WHEN northwestern local government and First Nations leaders and others meet today in Smithers to discuss ways to improve regional transportation options along Hwy16, they'll have one working system to study.

It’s the Northern Health Connections bus service operated by the Northern Health Authority.

Using both highway coaches for long distance travel and mini-buses to connect communities, the service transports northwest residents to hospitals in Prince George and down south and to and from hospitals in northwestern communities.

Six highway coaches make four round trips a week along Hwy16 from Prince Rupert to Prince George and then south while five mini-buses are used for trips connecting smaller communities.

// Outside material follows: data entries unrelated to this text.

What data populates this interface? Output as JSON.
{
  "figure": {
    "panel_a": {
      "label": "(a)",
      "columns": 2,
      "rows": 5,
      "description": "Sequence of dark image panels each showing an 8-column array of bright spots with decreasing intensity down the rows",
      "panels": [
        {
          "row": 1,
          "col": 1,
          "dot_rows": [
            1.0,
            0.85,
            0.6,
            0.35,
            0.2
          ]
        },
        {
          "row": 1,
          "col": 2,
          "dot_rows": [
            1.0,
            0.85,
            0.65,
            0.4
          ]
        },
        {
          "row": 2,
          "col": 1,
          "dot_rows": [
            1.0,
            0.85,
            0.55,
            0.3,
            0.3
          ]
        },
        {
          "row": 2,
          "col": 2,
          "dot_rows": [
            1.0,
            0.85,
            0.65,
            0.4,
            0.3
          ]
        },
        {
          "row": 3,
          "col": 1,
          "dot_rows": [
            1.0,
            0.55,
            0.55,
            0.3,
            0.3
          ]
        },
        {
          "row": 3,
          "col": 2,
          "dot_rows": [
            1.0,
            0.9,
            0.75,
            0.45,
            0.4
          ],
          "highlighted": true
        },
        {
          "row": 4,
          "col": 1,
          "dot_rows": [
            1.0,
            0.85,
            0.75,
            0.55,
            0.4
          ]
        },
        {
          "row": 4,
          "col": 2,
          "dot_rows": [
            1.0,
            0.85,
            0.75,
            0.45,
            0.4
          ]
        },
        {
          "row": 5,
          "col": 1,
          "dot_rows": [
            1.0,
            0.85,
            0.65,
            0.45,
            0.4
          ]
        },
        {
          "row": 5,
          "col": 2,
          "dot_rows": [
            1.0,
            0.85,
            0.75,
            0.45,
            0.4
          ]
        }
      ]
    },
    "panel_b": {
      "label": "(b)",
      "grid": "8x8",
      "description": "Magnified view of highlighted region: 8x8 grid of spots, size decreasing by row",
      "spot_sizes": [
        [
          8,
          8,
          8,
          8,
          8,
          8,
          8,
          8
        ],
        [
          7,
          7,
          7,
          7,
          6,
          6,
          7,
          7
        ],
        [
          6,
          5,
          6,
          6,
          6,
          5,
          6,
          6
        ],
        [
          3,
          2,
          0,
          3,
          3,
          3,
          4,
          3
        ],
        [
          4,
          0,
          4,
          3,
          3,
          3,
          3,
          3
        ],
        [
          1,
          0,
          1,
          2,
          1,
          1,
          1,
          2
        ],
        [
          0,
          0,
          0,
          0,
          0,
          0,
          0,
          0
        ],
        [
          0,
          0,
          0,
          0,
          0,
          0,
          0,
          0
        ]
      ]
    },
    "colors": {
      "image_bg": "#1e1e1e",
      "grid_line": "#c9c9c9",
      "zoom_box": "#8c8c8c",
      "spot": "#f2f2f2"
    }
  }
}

The coaches, the size of a regular Greyhound-style bus, seats 40 people while mini-buses seat 28.

Four wheelchairs can be accommodated on coaches and two on minibuses.

A patient going from Terrace to Prince George pays $40 a round trip while one going from Terrace to Vancouver pays $80 round trip.

As efficient and a regularly-scheduled service as it is in connecting northwestern communities, there’s little chance of adapting it in response to calls for more regional public transportation.

That’s because the service was specifically set up for people requiring medical care and its licence allows it to transport patients from one location to another for treatment as long as they have a doctor’s note or similar note showing the need for them to get to another place for medical treatment, says Jonathon Dyck from Northern Health.

Northern Health is a health services provider and does not provide public transport, says Dyck.

“We have a licence to provide healthcare transport. That is where our focus is and will continue to be,” said Dyck.

The health authority does, however, combine with local governments and First Nations in the Terrace-Kitimat area on a bus service used by both members of the public and those needing to travel to local hospitals and medical clinics.

The weekday only service, in the form of a mini-bus operated by BC Transit, extends from Kitamaat Village through Kitimat up Hwy37 South to Terrace and west to Kitsumkalum and New Remo and east to Thornhill then along Hwy16 to the Kitselas First Nation’s Gitaus subdivision.

Costs are shared by BC Transit, the health authority, the Haisla First Nation, the Kitimat-Stikine regional district, the City of Terrace, the Kitsumkalum First Nation and the Kitselas First Nation.

The Smithers symposium was organized by the province in response to calls for more public transit connecting communities along Hwy16 and communities to the north and south as an alternative to hitchhiking or other forms of riskier transport.

Advocates point to the cases of murdered and missing women along Hwy16 as a reason why safer transportation is required.